Reset a forgotten Screen Time passcode
This catches people out, so read it before you need it. If you set the passcode on iOS 13.4 or later and added your Apple Account for recovery, getting back in is straightforward.
Open Settings > Screen Time > Change Screen Time Passcode, then tap Change Screen Time Passcode again. On the screen that asks for the current passcode, tap Forgot Passcode? Enter the Apple Account email and password you used when you first set it up, then choose a new passcode and confirm it. Make sure it is the exact same Apple Account, not a different one you also own.

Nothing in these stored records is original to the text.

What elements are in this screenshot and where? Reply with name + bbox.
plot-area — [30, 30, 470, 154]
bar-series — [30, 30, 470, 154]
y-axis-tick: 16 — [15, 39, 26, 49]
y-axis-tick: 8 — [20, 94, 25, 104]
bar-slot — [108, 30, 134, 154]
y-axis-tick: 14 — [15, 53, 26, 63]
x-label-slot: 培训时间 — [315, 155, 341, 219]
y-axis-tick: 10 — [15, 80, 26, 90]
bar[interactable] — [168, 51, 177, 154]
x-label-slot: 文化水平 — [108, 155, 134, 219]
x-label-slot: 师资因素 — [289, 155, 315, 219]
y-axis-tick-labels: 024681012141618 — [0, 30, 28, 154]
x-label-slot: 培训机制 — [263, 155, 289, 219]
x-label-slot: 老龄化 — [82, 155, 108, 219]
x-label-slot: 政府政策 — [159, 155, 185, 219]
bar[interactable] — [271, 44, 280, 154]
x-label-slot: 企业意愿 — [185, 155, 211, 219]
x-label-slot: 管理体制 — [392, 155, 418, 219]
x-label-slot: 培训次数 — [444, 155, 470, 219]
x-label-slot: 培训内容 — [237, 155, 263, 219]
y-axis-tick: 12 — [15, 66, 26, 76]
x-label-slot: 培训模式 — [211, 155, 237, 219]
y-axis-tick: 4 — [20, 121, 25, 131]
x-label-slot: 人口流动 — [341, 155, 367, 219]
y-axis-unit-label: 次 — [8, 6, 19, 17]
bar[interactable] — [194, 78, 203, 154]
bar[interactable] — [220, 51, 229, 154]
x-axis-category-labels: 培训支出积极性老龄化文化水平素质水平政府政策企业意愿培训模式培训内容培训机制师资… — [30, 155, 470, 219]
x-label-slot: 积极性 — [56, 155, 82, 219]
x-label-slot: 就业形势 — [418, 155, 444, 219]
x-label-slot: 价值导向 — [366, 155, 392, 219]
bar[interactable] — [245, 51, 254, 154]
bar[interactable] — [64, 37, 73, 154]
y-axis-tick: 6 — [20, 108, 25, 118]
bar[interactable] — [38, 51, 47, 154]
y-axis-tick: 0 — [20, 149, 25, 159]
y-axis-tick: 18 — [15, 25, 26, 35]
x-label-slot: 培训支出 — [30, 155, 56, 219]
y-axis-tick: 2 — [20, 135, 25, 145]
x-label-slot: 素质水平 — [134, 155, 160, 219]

Now the trap. If the passcode was set up without an Apple Account attached, or on a device that had no Apple ID signed in at the time, there is no Forgot Passcode? link at all. Apple has no record to reset against, so nothing appears. The link is also hidden when Screen Time is managed through Family Sharing rather than set locally, so check on the phone where the passcode was actually created. In that case your only route is to erase the device and set it up fresh, which wipes everything that is not backed up. You can do that from Settings > General > Transfer or Reset iPhone > Erase All Content and Settings, or by restoring through a Mac or Windows PC. Back up first if there is anything on the phone you want to keep. The lesson is simple: always attach your Apple Account when you create the passcode, and write the passcode down somewhere safe.
FAQ
Can I set up Screen Time without Family Sharing?

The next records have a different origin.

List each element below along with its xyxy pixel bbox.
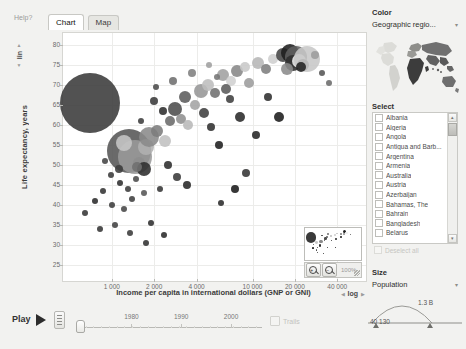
zoom-out-icon[interactable]: −	[322, 263, 337, 277]
play-triangle-icon[interactable]	[36, 314, 46, 326]
bubble[interactable]	[296, 62, 306, 72]
x-scale-label[interactable]: log	[348, 290, 359, 297]
country-checkbox[interactable]	[375, 123, 383, 131]
tab-map[interactable]: Map	[88, 15, 120, 30]
bubble[interactable]	[188, 69, 196, 77]
bubble[interactable]	[153, 84, 159, 90]
list-item[interactable]: Argentina	[373, 151, 457, 161]
bubble[interactable]	[92, 198, 98, 204]
country-checkbox[interactable]	[375, 229, 383, 237]
x-scale-control[interactable]: ◀ log ▶	[341, 288, 366, 299]
help-link[interactable]: Help?	[14, 14, 32, 21]
bubble[interactable]	[148, 220, 154, 226]
list-item[interactable]: Antigua and Barb...	[373, 142, 457, 152]
bubble[interactable]	[129, 196, 135, 202]
bubble[interactable]	[115, 165, 123, 173]
country-checkbox[interactable]	[375, 219, 383, 227]
bubble[interactable]	[109, 202, 115, 208]
bubble[interactable]	[264, 93, 272, 101]
bubble[interactable]	[108, 172, 114, 178]
time-slider-handle[interactable]	[76, 320, 85, 333]
list-item[interactable]: Bahrain	[373, 209, 457, 219]
size-slider[interactable]: 1.3 B 40 130	[368, 293, 458, 329]
bubble[interactable]	[242, 169, 250, 177]
resize-grip-icon[interactable]	[354, 270, 360, 276]
country-checkbox[interactable]	[375, 162, 383, 170]
country-checkbox[interactable]	[375, 143, 383, 151]
bubble[interactable]	[274, 112, 284, 122]
bubble[interactable]	[127, 230, 133, 236]
play-label[interactable]: Play	[12, 314, 31, 324]
list-item[interactable]: Belarus	[373, 228, 457, 238]
country-list-scrollbar[interactable]: ▴ ▾	[447, 113, 457, 243]
country-checkbox[interactable]	[375, 181, 383, 189]
bubble[interactable]	[102, 158, 108, 164]
world-map-thumbnail[interactable]	[370, 33, 460, 99]
bubble[interactable]	[261, 64, 271, 74]
list-item[interactable]: Algeria	[373, 123, 457, 133]
list-item[interactable]: Azerbaijan	[373, 190, 457, 200]
bubble[interactable]	[133, 176, 139, 182]
bubble[interactable]	[141, 190, 147, 196]
country-checkbox[interactable]	[375, 133, 383, 141]
bubble[interactable]	[100, 188, 106, 194]
bubble[interactable]	[221, 84, 231, 94]
list-item[interactable]: Armenia	[373, 161, 457, 171]
bubble[interactable]	[125, 186, 131, 192]
scatter-plot[interactable]: 807570656055504540353025 1 0002 0004 000…	[62, 32, 367, 282]
scroll-down-icon[interactable]: ▾	[448, 234, 457, 243]
country-checkbox[interactable]	[375, 210, 383, 218]
chevron-down-icon[interactable]: ▾	[455, 21, 458, 28]
bubble[interactable]	[281, 63, 293, 75]
bubble[interactable]	[199, 108, 209, 118]
bubble[interactable]	[143, 240, 149, 246]
speed-button[interactable]	[54, 311, 65, 329]
bubble[interactable]	[82, 210, 88, 216]
bubble[interactable]	[207, 123, 215, 131]
bubble[interactable]	[169, 77, 177, 85]
color-dropdown[interactable]: Geographic regio... ▾	[372, 18, 458, 30]
zoom-in-icon[interactable]: +	[306, 263, 321, 277]
bubble[interactable]	[215, 141, 223, 149]
x-scale-left-icon[interactable]: ◀	[341, 291, 345, 297]
bubble[interactable]	[319, 70, 325, 76]
bubble[interactable]	[112, 222, 118, 228]
deselect-all-checkbox[interactable]	[374, 246, 382, 254]
bubble[interactable]	[157, 186, 163, 192]
country-checkbox[interactable]	[375, 171, 383, 179]
bubble[interactable]	[97, 226, 103, 232]
y-scale-up-icon[interactable]: ▲	[12, 42, 26, 48]
country-checkbox[interactable]	[375, 200, 383, 208]
trails-checkbox[interactable]	[270, 316, 280, 326]
bubble[interactable]	[173, 173, 181, 181]
scroll-up-icon[interactable]: ▴	[448, 113, 457, 122]
y-scale-down-icon[interactable]: ▼	[12, 62, 26, 68]
trails-toggle[interactable]: Trails	[270, 316, 300, 326]
list-item[interactable]: Bahamas, The	[373, 199, 457, 209]
bubble[interactable]	[121, 206, 127, 212]
time-slider[interactable]: 198019902000	[72, 313, 262, 333]
country-checkbox[interactable]	[375, 114, 383, 122]
bubble[interactable]	[138, 118, 144, 124]
country-checkbox[interactable]	[375, 191, 383, 199]
bubble[interactable]	[235, 112, 245, 122]
zoom-toolbar[interactable]: + − 100%	[304, 262, 362, 278]
bubble[interactable]	[252, 131, 260, 139]
scroll-thumb[interactable]	[448, 123, 457, 136]
bubble[interactable]	[150, 97, 158, 105]
tab-chart[interactable]: Chart	[48, 14, 84, 30]
x-scale-right-icon[interactable]: ▶	[361, 291, 365, 297]
navigator-inset[interactable]	[304, 227, 362, 261]
country-checkbox[interactable]	[375, 152, 383, 160]
list-item[interactable]: Albania	[373, 113, 457, 123]
bubble[interactable]	[183, 120, 193, 130]
bubble[interactable]	[164, 161, 172, 169]
size-dropdown[interactable]: Population ▾	[372, 278, 458, 290]
bubble[interactable]	[210, 88, 220, 98]
bubble[interactable]	[179, 91, 191, 103]
bubble[interactable]	[226, 95, 234, 103]
y-scale-label[interactable]: lin	[16, 51, 23, 59]
bubble[interactable]	[183, 181, 191, 189]
bubble[interactable]	[60, 73, 120, 133]
list-item[interactable]: Australia	[373, 171, 457, 181]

Yes. You can turn it on directly in Settings > Screen Time on any iPhone and lock the settings with a passcode. Family Sharing only matters if you want to manage a child's separate device from your own phone and have age protections applied automatically.
Does Downtime block phone calls?
No. During Downtime, regular phone calls still come through, along with any apps you marked as Always Allowed. Downtime is about apps and notifications, not cutting off the phone entirely.
Why can my child still use an app after the limit runs out?
By default Screen Time lets them tap Ignore Limit and keep going. Open the specific App Limit you created and turn on Block at End of Limit there, which lives inside each individual limit rather than on the main Screen Time screen and only appears once a Screen Time passcode is set. With it on, passing a limit needs your passcode instead of a single tap.
What is the difference between Communication Limits and Communication Safety?
Communication Limits control who your child can call, text or FaceTime. Communication Safety is the separate feature that detects and blurs nude images in Messages and a few other places, all on the device. They solve different problems and you usually want both.
I forgot my Screen Time passcode and there is no Forgot Passcode option. What now?
That happens when the passcode was set without an Apple Account for recovery. There is no reset link in that case. The only way out is to erase the iPhone and set it up again, which deletes data, so back up first. To avoid this next time, attach your Apple Account when you create the passcode.
Can my teenager get around Screen Time?
Sometimes. Changing the device clock, reinstalling apps, or learning your passcode can all weaken it. Locking Allow Changes and keeping your passcode private helps, but treat Screen Time as a sensible fence rather than something nobody can climb.